My latest game, Looming, is up at Newgrounds. Looming is a game about… well.
This game is about two lovers named January and September.
No, wait; it’s about a group of people who don’t believe in the sky.
No, it’s about a pantheon of scientific disciplines.
Or maybe it’s about an ancient beast who knew exactly when it was going to die, and how.
Cthulhu has no problem with killing humans. He is, however, aware of the complications that other humans would experience if they do so.
Geeky college students often have trouble distinguishing between making humorous allusions and parroting tired lines from popular works. The cake is a lie.
I’ve written another short story. This one’s called “The Latest Death of Morim,” and it’s about life, death, and music.
Morim woke up with his lungs burning. His whole body was cold. His joints were stiff, so stiff that he couldn’t move. He struggled to remember, to somehow grasp with his mind where he had just been, to hold on to some detail. But there was nothing.
“That one was the hardest yet,” a voice said. “You almost stayed dead this time.”
Ahh, Unreal Tournament 2004. Excellent game. My (eventual) roommate ran a server with a stats mod on it that let you gain experience and upgrade your abilities. It was a bit broken.
The other night, I picked up Gaijin Games’s Bit.Trip Runner for WiiWare. This game is the best example of pure, brilliant game design that I’ve seen in a good while. This is the game designer as teacher and leader; it’s what Anna Anthropy calls design as sadism:
As a designer and as a domme, I want the person who submits to me to suffer and to struggle but ultimately to endure: I challenge her while simultaneously guiding her through that challenge. The rules of the game and the level design carry that idea.
Runner does this through the gradual layering of new game elements, high challenge with low punishment, and optional bonus goals. Most of all, though, it guides through repetition. This is a game about rhythm, after all. For my favorite example of this, let’s look at a single measure of rhythm from the game, no longer than 2 seconds, that appears everywhere. Read the rest of this entry »
For those who are interested in mixing linear prose and poetry with gaming, there’s a project that looks very interesting: “Moon Taxi,” brought to my attention by GameSetWatch. “Moon Taxi” is a game for Xbox Live Indie Games (not PC, sadly) where you play a taxi driver to the moon. Your passengers tell stories, some submitted by fans, and important words in those stories appear in front of you as you hear them. It looks very cool; a creative writing prompt and a clever way to approach storytelling all at once. Check out the recruitment video for another view at the game and a pretty funny monologue.
And for those curious about my work, my next game is almost done.
It’s about two lovers named January and September.
No, wait, it’s about a group of people who don’t believe in the sky.
No, it’s about a pantheon of scientific disciplines.
Or maybe it’s about an ancient beast who knew exactly when it was going to die, and how.
The ’90s was a decade of tremendous change for video games. 1992 birthed Ultima Underworld and Wolfenstein 3D, heralds of an oncoming wave that crashed ashore with 1993′s Doom. This wave brought the supremacy of 3D. During the ’80s, 3D was mostly the domain of roleplaying games, but by the end of the ’90s virtually all new mainstream video games were rendered in polygonal 3D.
This was more than just a graphical innovation. It was a revolution of perspective. The transition from two dimensions to three also marked a transition in the role of the player from observer to inhabitant. More important than 2D or 3D graphics is the 2D or 3D perspective. A 2D perspective places the player, the narrator, in a role of watching the game world from outside. A 3D perspective places the player inside the game world. Read the rest of this entry »
Civil Engineers bore the brunt of a lot of jokes at Rose. One reason is that one of their early classes involved surveying, which meant that they got to go outside during class and play with cool mirrors on sticks and stuff. They also had classes that discussed weird topics like mud and harmonic resonance.
Ludus Novus is a podcast and accompanying blog dedicated to interactive art, including interactive fiction, digital games, and roleplaying. Here, I explore how we can take interactive art beyond just empty entertainment.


■ **Problem statement**
Your answer should be a single number: the count of lines in the entries below that contain "JSON".

■ **Excerpts from a figure dataset**
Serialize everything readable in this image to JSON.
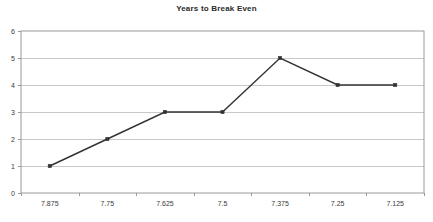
{
  "chart_data": {
    "type": "line",
    "title": "Years to Break Even",
    "xlabel": "",
    "ylabel": "",
    "categories": [
      "7.875",
      "7.75",
      "7.625",
      "7.5",
      "7.375",
      "7.25",
      "7.125"
    ],
    "values": [
      1,
      2,
      3,
      3,
      5,
      4,
      4
    ],
    "series": [
      {
        "name": "Years to Break Even",
        "values": [
          1,
          2,
          3,
          3,
          5,
          4,
          4
        ]
      }
    ],
    "ylim": [
      0,
      6
    ],
    "y_ticks": [
      "0",
      "1",
      "2",
      "3",
      "4",
      "5",
      "6"
    ],
    "grid": true,
    "legend": false,
    "legend_position": "none",
    "line_color": "#333333",
    "marker": "square",
    "marker_color": "#333333",
    "gridline_color": "#c8c8c8",
    "frame_color": "#9a9a9a",
    "background_color": "#ffffff",
    "title_color": "#2b2b2b",
    "tick_label_color": "#3a3a3a"
  }
}
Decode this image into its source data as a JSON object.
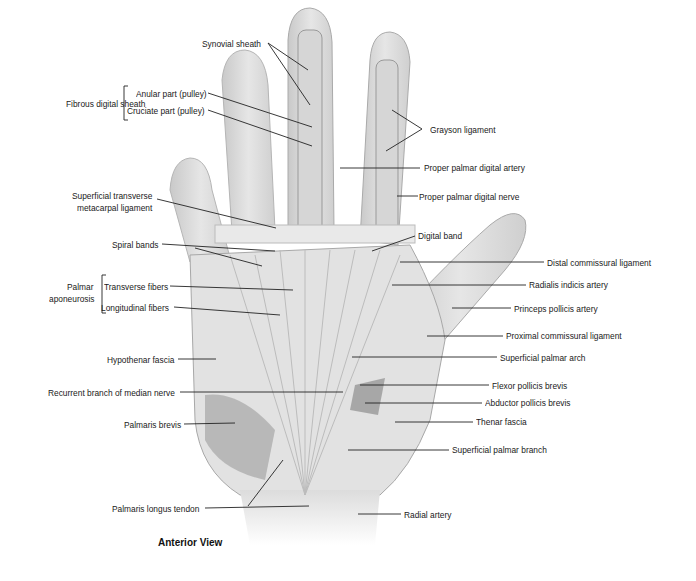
{
  "diagram": {
    "view_title": "Anterior View",
    "groups": {
      "fibrous_digital_sheath": "Fibrous digital sheath",
      "palmar_aponeurosis_line1": "Palmar",
      "palmar_aponeurosis_line2": "aponeurosis"
    },
    "labels_left": [
      {
        "id": "synovial-sheath",
        "text": "Synovial sheath"
      },
      {
        "id": "anular-part",
        "text": "Anular part (pulley)"
      },
      {
        "id": "cruciate-part",
        "text": "Cruciate part (pulley)"
      },
      {
        "id": "superficial-transverse-1",
        "text": "Superficial transverse"
      },
      {
        "id": "superficial-transverse-2",
        "text": "metacarpal ligament"
      },
      {
        "id": "spiral-bands",
        "text": "Spiral bands"
      },
      {
        "id": "transverse-fibers",
        "text": "Transverse fibers"
      },
      {
        "id": "longitudinal-fibers",
        "text": "Longitudinal fibers"
      },
      {
        "id": "hypothenar-fascia",
        "text": "Hypothenar fascia"
      },
      {
        "id": "recurrent-branch",
        "text": "Recurrent branch of median nerve"
      },
      {
        "id": "palmaris-brevis",
        "text": "Palmaris brevis"
      },
      {
        "id": "palmaris-longus",
        "text": "Palmaris longus tendon"
      }
    ],
    "labels_right": [
      {
        "id": "grayson-ligament",
        "text": "Grayson ligament"
      },
      {
        "id": "proper-palmar-digital-artery",
        "text": "Proper palmar digital artery"
      },
      {
        "id": "proper-palmar-digital-nerve",
        "text": "Proper palmar digital nerve"
      },
      {
        "id": "digital-band",
        "text": "Digital band"
      },
      {
        "id": "distal-commissural",
        "text": "Distal commissural ligament"
      },
      {
        "id": "radialis-indicis",
        "text": "Radialis indicis artery"
      },
      {
        "id": "princeps-pollicis",
        "text": "Princeps pollicis artery"
      },
      {
        "id": "proximal-commissural",
        "text": "Proximal commissural ligament"
      },
      {
        "id": "superficial-palmar-arch",
        "text": "Superficial palmar arch"
      },
      {
        "id": "flexor-pollicis-brevis",
        "text": "Flexor pollicis brevis"
      },
      {
        "id": "abductor-pollicis-brevis",
        "text": "Abductor pollicis brevis"
      },
      {
        "id": "thenar-fascia",
        "text": "Thenar fascia"
      },
      {
        "id": "superficial-palmar-branch",
        "text": "Superficial palmar branch"
      },
      {
        "id": "radial-artery",
        "text": "Radial artery"
      }
    ]
  }
}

■ **Solution to this task**
2